Third, since the college has already written and sent such a letter, that is enough to block the government from enforcing the mandate in any way against the college.

Fourth, the order declared that it was not intended to affect “the ability of the [college’s] employees and students to obtain, without cost, the full range of contraceptives [approved by the federal Food and Drug Administration].”

And, finally, to make it possible for that access to remain, the Court said the government may rely on the college’s letter to the government as the mechanism for facilitating the access to the birth control services.  There is nothing in existing government regulations that allows such a letter instead of the government form, and nothing in those regulations that says such a letter is enough to guarantee access to birth control.  But the Court order appears to be, in effect, a rewrite of those regulations.

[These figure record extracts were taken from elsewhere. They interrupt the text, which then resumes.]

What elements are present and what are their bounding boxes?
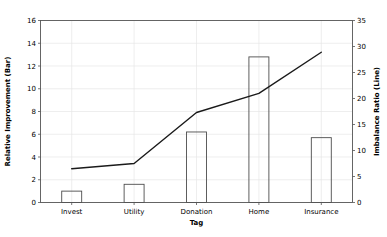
y2-tick-label: 15 — [357, 121, 366, 129]
x-tick-label-invest: Invest — [61, 208, 83, 216]
y-tick-label: 12 — [27, 63, 36, 71]
y-tick-label: 0 — [32, 199, 36, 207]
axis-titles-group: TagRelative Improvement (Bar)Imbalance R… — [4, 57, 381, 227]
x-tick-label-home: Home — [249, 208, 270, 216]
chart-canvas: 0246810121416 05101520253035 InvestUtili… — [0, 0, 387, 237]
gridlines-group — [41, 21, 353, 203]
y-axis-title: Relative Improvement (Bar) — [4, 57, 12, 167]
y-tick-label: 4 — [32, 154, 37, 162]
y2-tick-label: 20 — [357, 95, 366, 103]
y-tick-label: 2 — [32, 176, 36, 184]
y-tick-label: 8 — [32, 108, 36, 116]
y2-tick-label: 10 — [357, 147, 366, 155]
y2-axis-tick-labels: 05101520253035 — [357, 17, 366, 207]
x-tick-label-donation: Donation — [181, 208, 213, 216]
y-tick-label: 10 — [27, 85, 36, 93]
y-tick-label: 16 — [27, 17, 36, 25]
y2-axis-title: Imbalance Ratio (Line) — [373, 67, 381, 156]
x-tick-label-utility: Utility — [124, 208, 145, 216]
y2-tick-label: 35 — [357, 17, 366, 25]
y2-tick-label: 5 — [357, 173, 361, 181]
chart-figure: 0246810121416 05101520253035 InvestUtili… — [0, 0, 387, 237]
y-axis-tick-labels: 0246810121416 — [27, 17, 36, 207]
y2-tick-label: 0 — [357, 199, 361, 207]
y2-tick-label: 30 — [357, 43, 366, 51]
y-tick-label: 14 — [27, 40, 36, 48]
y-tick-label: 6 — [32, 131, 37, 139]
x-axis-tick-labels: InvestUtilityDonationHomeInsurance — [61, 208, 338, 216]
x-axis-title: Tag — [190, 219, 204, 227]
x-tick-label-insurance: Insurance — [304, 208, 338, 216]
y2-tick-label: 25 — [357, 69, 366, 77]
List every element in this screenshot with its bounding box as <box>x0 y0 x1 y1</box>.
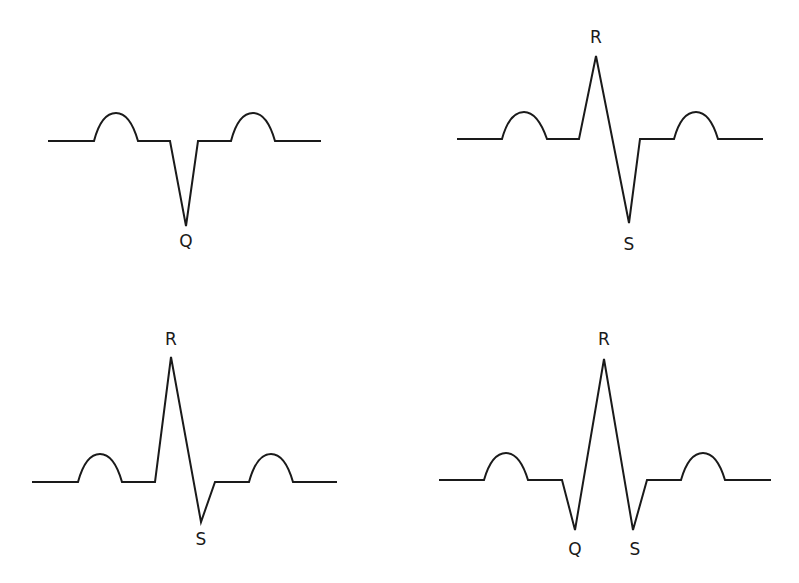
ecg-trace-qs <box>48 113 321 226</box>
label-r: R <box>165 329 177 349</box>
label-s: S <box>624 234 635 254</box>
ecg-trace-rs-small <box>32 357 337 522</box>
ecg-qrs-diagram: Q R S R S Q R S <box>0 0 799 583</box>
ecg-trace-qrs <box>439 359 771 530</box>
panel-bottom-right: Q R S <box>439 329 771 559</box>
label-r: R <box>598 329 610 349</box>
label-r: R <box>590 27 602 47</box>
ecg-trace-rs <box>457 56 763 223</box>
panel-bottom-left: R S <box>32 329 337 549</box>
panel-top-left: Q <box>48 113 321 251</box>
panel-top-right: R S <box>457 27 763 254</box>
label-s: S <box>630 539 641 559</box>
label-q: Q <box>568 539 581 559</box>
label-s: S <box>196 529 207 549</box>
label-q: Q <box>179 231 192 251</box>
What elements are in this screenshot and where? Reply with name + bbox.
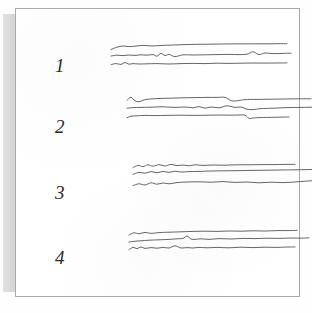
- trace-group-label: 3: [55, 183, 65, 202]
- figure-area: 1234: [15, 8, 300, 297]
- trace-line: [133, 181, 312, 186]
- trace-plot: [127, 94, 307, 136]
- trace-line: [111, 44, 287, 50]
- bottom-caption: [52, 303, 302, 313]
- trace-line: [129, 246, 295, 250]
- trace-line: [129, 236, 309, 242]
- trace-plot: [133, 160, 312, 204]
- scanned-figure-page: 1234: [0, 0, 312, 313]
- trace-plot: [111, 40, 291, 80]
- trace-line: [111, 63, 287, 65]
- trace-line: [133, 164, 295, 167]
- trace-line: [127, 115, 289, 119]
- trace-line: [127, 106, 312, 110]
- trace-line: [133, 169, 312, 174]
- trace-line: [127, 97, 311, 102]
- trace-group-label: 4: [55, 248, 65, 267]
- trace-line: [111, 52, 291, 57]
- trace-group-label: 1: [55, 56, 65, 75]
- trace-line: [129, 230, 297, 235]
- trace-plot: [129, 226, 309, 270]
- trace-group-label: 2: [55, 117, 65, 136]
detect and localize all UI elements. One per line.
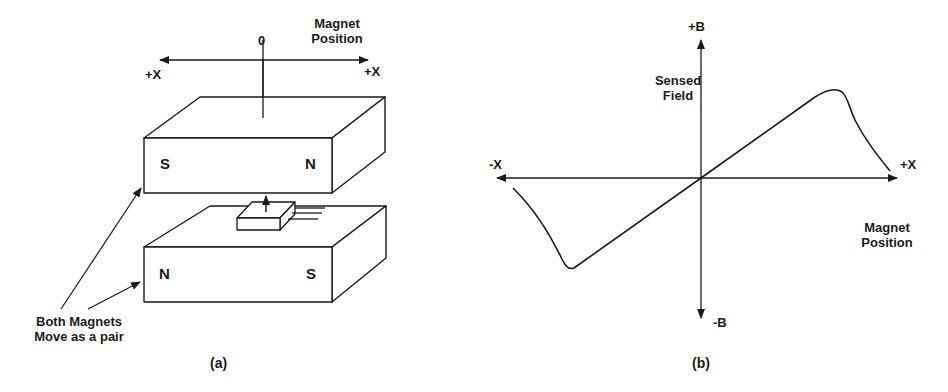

As the Wheaton College dispute was unfolding before the Court this week, the Obama administration told the Court that, if it did stop enforcement of the mandate against the college (in the way that the Court has now done), that would deprive the college’s employees and students from birth control coverage.  Whether the government will now treat the Court’s order as clearing the way for that coverage is unclear at this point.

Although the order was limited to the request by Wheaton College alone, other religious non-profits are making the same plea for additional protection against the mandate.  And the dissenting opinion on Thursday foresaw that “hundreds or thousands of other objectors” would now be eligible for the same protection.